Rally opens union push at Nissan Motor plant in Mississippi
Pro-union workers at Nissan Motor Co.'s Mississippi plant cast themselves as underdogs Tuesday, but encouraged workers to believe supporters of the United Auto Workers could triumph in a vote on union representation.
"We will win," said Travis Parks, a Nissan employee and union supporter who lives in Carthage, Mississippi.
Those supporters filed petitions Monday with the National Labor Relations Board seeking the election, after years of seeking support at the 6,400-worker plant. The petition seeks an election on July 31 and Aug. 1, but the National Labor Relations Board will ultimately set a date if it certifies the petition.
"The only thing that we want is an opportunity to have a fair election, get us a contract to where we can negotiate with the company, so we can negotiate our safety, our benefits and our pay," said body shop technician Rahmeel Nash, a 14-year-employee.
Nissan managers say they believe a union would be bad for the company, but also say workers are free to choose. Nissan spokeswoman Parul Bajaj said the company will not be passive in the face of the organizing drive, signaling managers will try to dissuade workers from supporting the UAW.
"Under U.S. law, we have the right to provide employees with all the facts to ensure that they make the best decision for them and the Canton community," Bajaj wrote in an email. "We intend to exercise that right."
Bajaj says workers don't need a union because Nissan provides good pay and benefits and a safe work environment. Nissan says it has never laid off any of its own workers in Canton, although it did cut their hours during the recession and there were layoffs among contract workers.
The federal labor board accuses Nissan, in ongoing litigation, of several violations surrounding union organizing, including allowing managers to illegally question and threaten union members.
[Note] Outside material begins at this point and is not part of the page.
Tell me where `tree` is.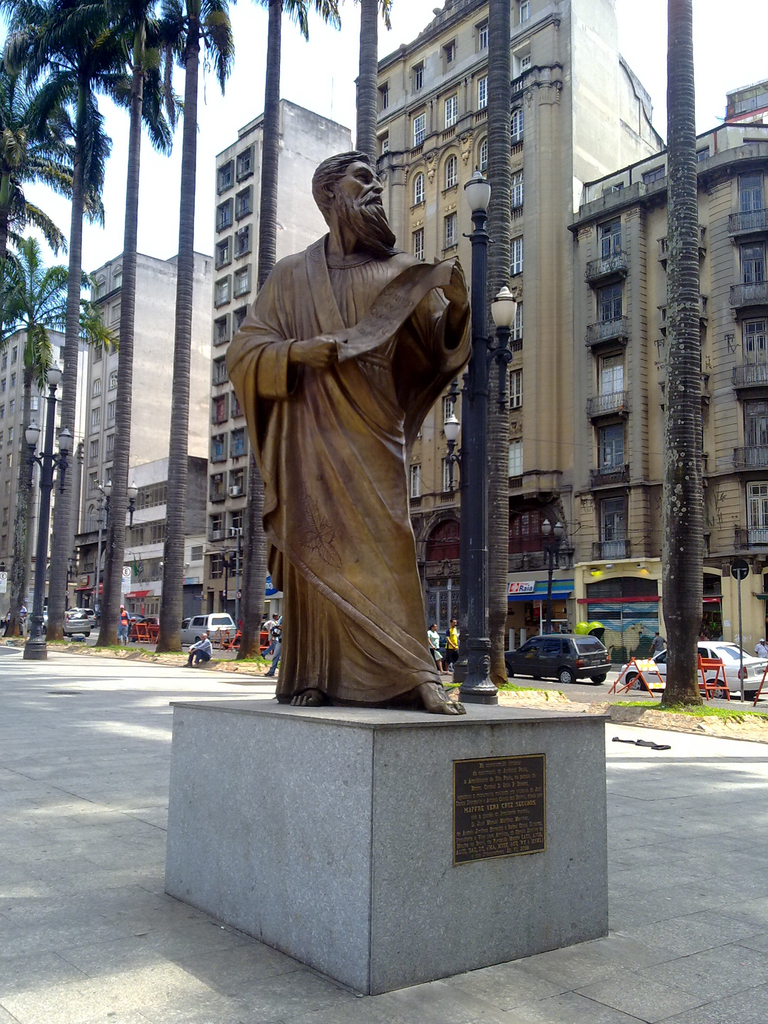
`tree` is at rect(0, 234, 103, 645).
Nissan denies wrongdoing.
At Tuesday's event, workers repeatedly called on Nissan to remain neutral.
"We, the Nissan workers, only ask for a fair election with no intimidation," said Antonio Hoover, another body shop technician.
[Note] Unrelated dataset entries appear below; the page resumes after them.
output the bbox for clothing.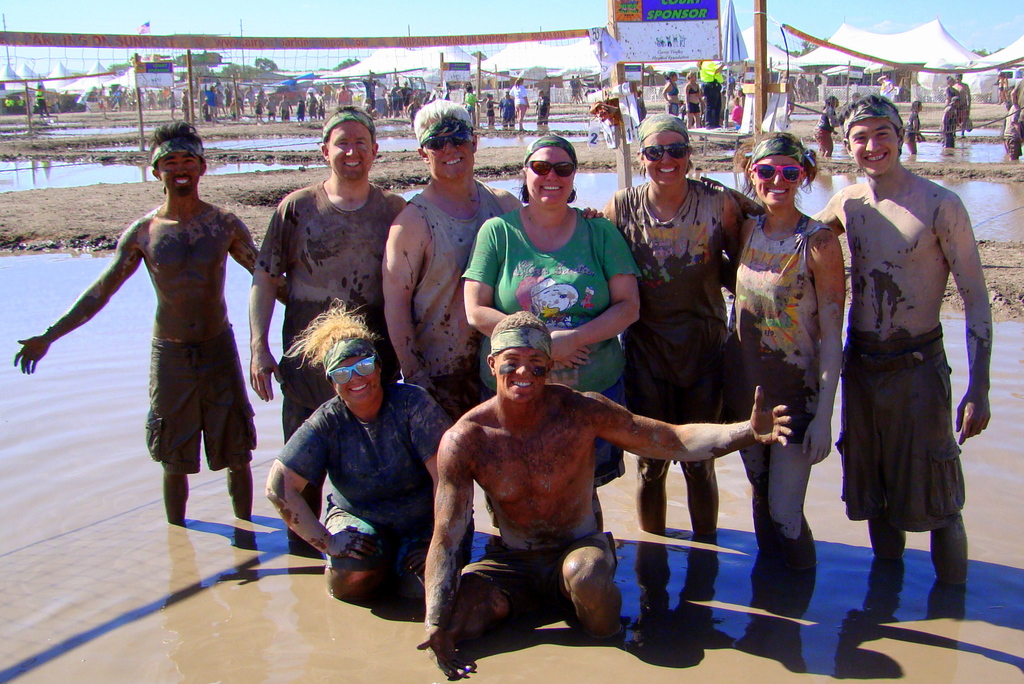
left=740, top=177, right=849, bottom=468.
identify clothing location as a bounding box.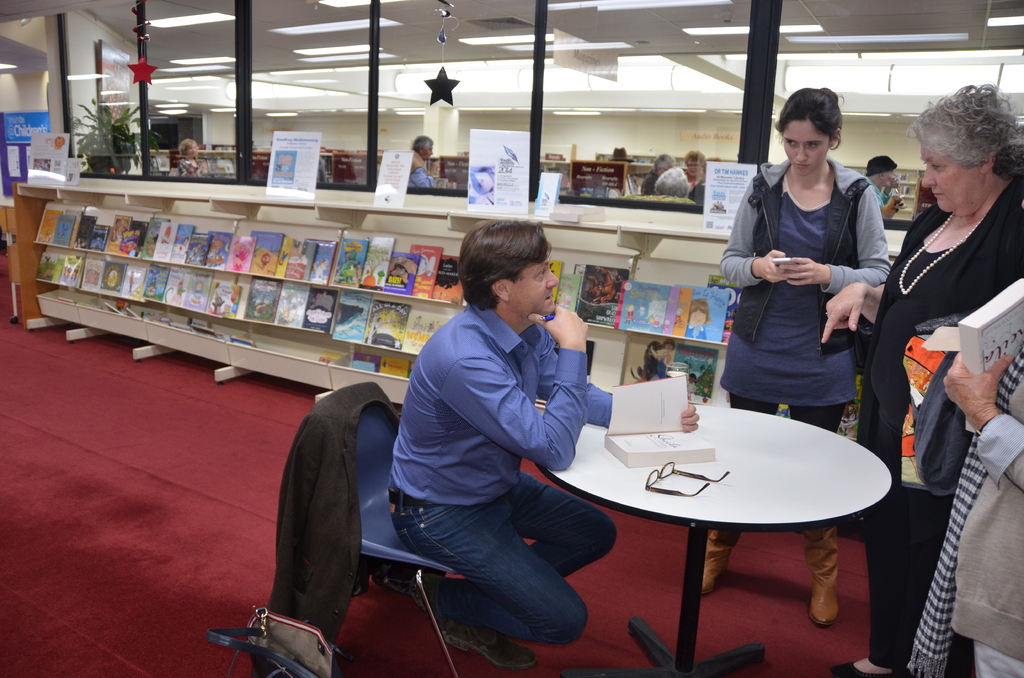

The UAW has only won one vote among workers at a foreign-owned auto plant in the South, which has long marketed itself to industries as being unfriendly to unions. That first-ever win, among 160 maintenance workers at Volkswagen AG's plant in Chattanooga, Tennessee, came only after the UAW lost a 2014 vote among all workers. That campaign featured heavy outside pressure from anti-union groups and politicians.
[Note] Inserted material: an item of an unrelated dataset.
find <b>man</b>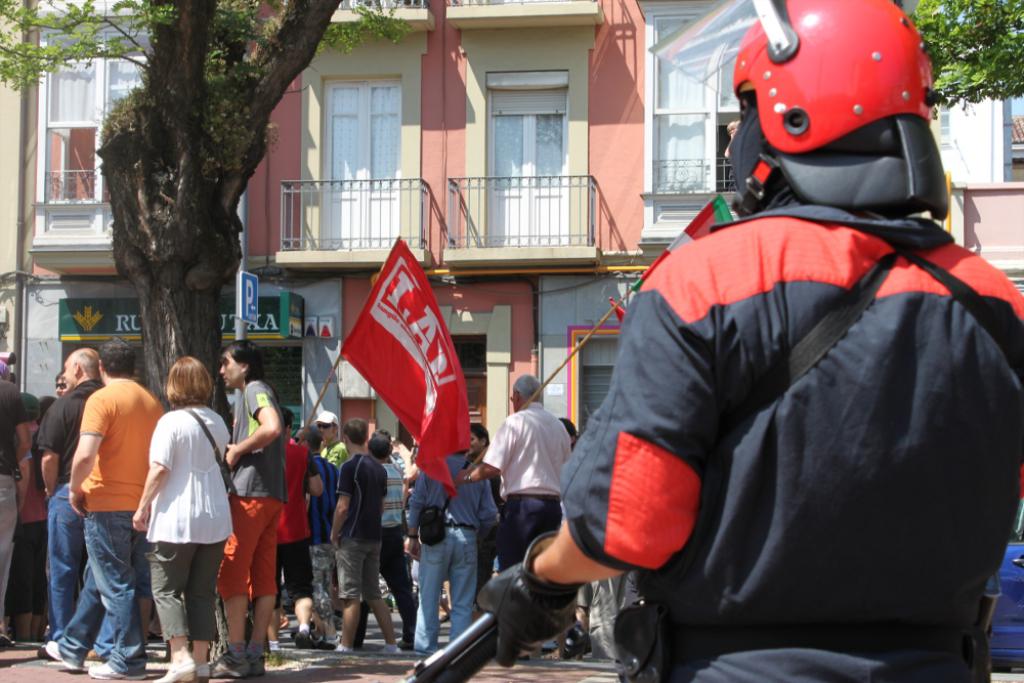
region(473, 0, 1023, 682)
Pushback from Mississippi's economic and political leadership could be similarly sharp.
"Detroit is the perfect example of the damage the United Autoworkers can do to automotive manufacturing," Gov. Phil Bryant said in a statement. "Mississippi is a right-to-work state because employees deserve the freedom to support their families without union interference."
Union supporters disputed that the UAW would hurt Nissan. Rather, they said, worker representation would help the company.
"They need the help of the workers to where we could come together and make sure that we're making the best product and our people have the best safety, benefits and pay that we have to offer," Nash said. "We do not want Nissan to fail. We want them to be successful."
The pro-union campaign has sought to link support for the union with civil rights for African-Americans, with participation from ministers including the Rev. Isiac Jackson, head of Mississippi's largest black Baptist denomination.
"This is a day that some said could never be in the state of Mississippi, but we discovered yesterday that we have gotten there," said Jackson, chairman of pro-union group Mississippi Alliance for Fairness at Nissan. "The battle is not won until you pull the lever."
Workers at Nissan's plant in Smyrna, Tennessee, rejected the UAW in 1989 and 2001 votes, but no election has been held in Canton. The Mississippi campaign has featured support from the NAACP and actor Danny Glover, as well as a rally in March headlined by independent Sen. Bernie Sanders of Vermont, a former presidential hopeful.
The Canton plant began production in 2003 and has an annual capacity of 450,000 vehicles, concentrating on trucks. The company currently makes Altima sedans, Frontier and Titan pickups, Murano SUVs and NV vans there. Nissan posted the equivalent of $6 billion of worldwide profit in 2016 on revenue of more than $100 billion.